Telling Your Life Story:
21 Preparation Prompts for Your Video Interview
Remember: Everyone’s story is different, there are no right or wrong answers, no boring or uninteresting stories—only your story matters.
- Who was your best friend growing up?
- What pets did you have? What was/were their names? Describe them. How long did you have them? How did you feel when you lost them?
- Describe your favorite family meal. Where did you eat—around the dinner table? In front of the TV or radio?
- When did you eat, and why that hour?
- What games did you play growing up?
- What was your “secret” place to go when you wanted to be alone or feel safe?
- What was your first job?
- Do you remember your grandparents or great-grandparents?
- Who was your first love?
- Describe your first date.
- How did you learn to drive? What was your first car?
- What places did you used to go? What did you used to do for vacations?
- What were some of the important places from your childhood?
- Are there smells, sounds, or tastes that take you back home? (a particular perfume, your dad’s aftershave, rotting leaves in the fall, a particular meal?)
- What were some traditions your family observed during your early life? Do any of those traditions survive to this day in your family?
- Were there particular phrases your parents said that stayed with you?
- Describe a turning point in your life. Explore the past, present, and future around that experience. (Including what you may have done during the Great Depression or the war(s).)
- Which one of your parents are you most like? How do you you feel about it?
- Was there a particular person that inspired you? Or an event or experience that had a significant impact on your life?
- What was one of your favorite songs that elicits strong memories or feelings?
- Do you have any keepsakes or photographs that you hold on to—either still in your possession or your recall.
Everybody is different—different stories, experiences, family relationships. Life is not only good memories. Some of the greatest influences on our lives are the challenges, and the challenging people we encountered along the way. Those may include our parents, being bullied in school, terrible bosses, difficult relationships.
An oral history is more than an dispassionate account of one’s growing up and growing old, it is a time to find reconciliation, a passing on of life’s lessons learned, a discovery of what is important, now that you have had the opportunity to process your experiences. Even more important;y, your oral history is a legacy that can be shared with those who follow.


=== Exercise objective ===
All records, exactly as written, minus the pictures: copy them out.

=== Figure dataset records ===
━━━━━━━━━━

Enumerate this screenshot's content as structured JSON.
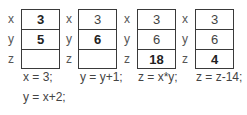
{
  "diagram": {
    "panels": [
      {
        "cells": [
          {
            "name": "x",
            "value": "3",
            "bold": true
          },
          {
            "name": "y",
            "value": "5",
            "bold": true
          },
          {
            "name": "z",
            "value": "",
            "bold": false
          }
        ],
        "code": [
          "x = 3;",
          "y =  x+2;"
        ]
      },
      {
        "cells": [
          {
            "name": "x",
            "value": "3",
            "bold": false
          },
          {
            "name": "y",
            "value": "6",
            "bold": true
          },
          {
            "name": "z",
            "value": "",
            "bold": false
          }
        ],
        "code": [
          "y = y+1;"
        ]
      },
      {
        "cells": [
          {
            "name": "x",
            "value": "3",
            "bold": false
          },
          {
            "name": "y",
            "value": "6",
            "bold": false
          },
          {
            "name": "z",
            "value": "18",
            "bold": true
          }
        ],
        "code": [
          "z = x*y;"
        ]
      },
      {
        "cells": [
          {
            "name": "x",
            "value": "3",
            "bold": false
          },
          {
            "name": "y",
            "value": "6",
            "bold": false
          },
          {
            "name": "z",
            "value": "4",
            "bold": true
          }
        ],
        "code": [
          "z = z-14;"
        ]
      }
    ]
  }
}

━━━━━━━━━━

=== Finished task ===
Enumerate this screenshot's content as structured JSON.
{
  "diagram": {
    "panels": [
      {
        "cells": [
          {
            "name": "x",
            "value": "3",
            "bold": true
          },
          {
            "name": "y",
            "value": "5",
            "bold": true
          },
          {
            "name": "z",
            "value": "",
            "bold": false
          }
        ],
        "code": [
          "x = 3;",
          "y =  x+2;"
        ]
      },
      {
        "cells": [
          {
            "name": "x",
            "value": "3",
            "bold": false
          },
          {
            "name": "y",
            "value": "6",
            "bold": true
          },
          {
            "name": "z",
            "value": "",
            "bold": false
          }
        ],
        "code": [
          "y = y+1;"
        ]
      },
      {
        "cells": [
          {
            "name": "x",
            "value": "3",
            "bold": false
          },
          {
            "name": "y",
            "value": "6",
            "bold": false
          },
          {
            "name": "z",
            "value": "18",
            "bold": true
          }
        ],
        "code": [
          "z = x*y;"
        ]
      },
      {
        "cells": [
          {
            "name": "x",
            "value": "3",
            "bold": false
          },
          {
            "name": "y",
            "value": "6",
            "bold": false
          },
          {
            "name": "z",
            "value": "4",
            "bold": true
          }
        ],
        "code": [
          "z = z-14;"
        ]
      }
    ]
  }
}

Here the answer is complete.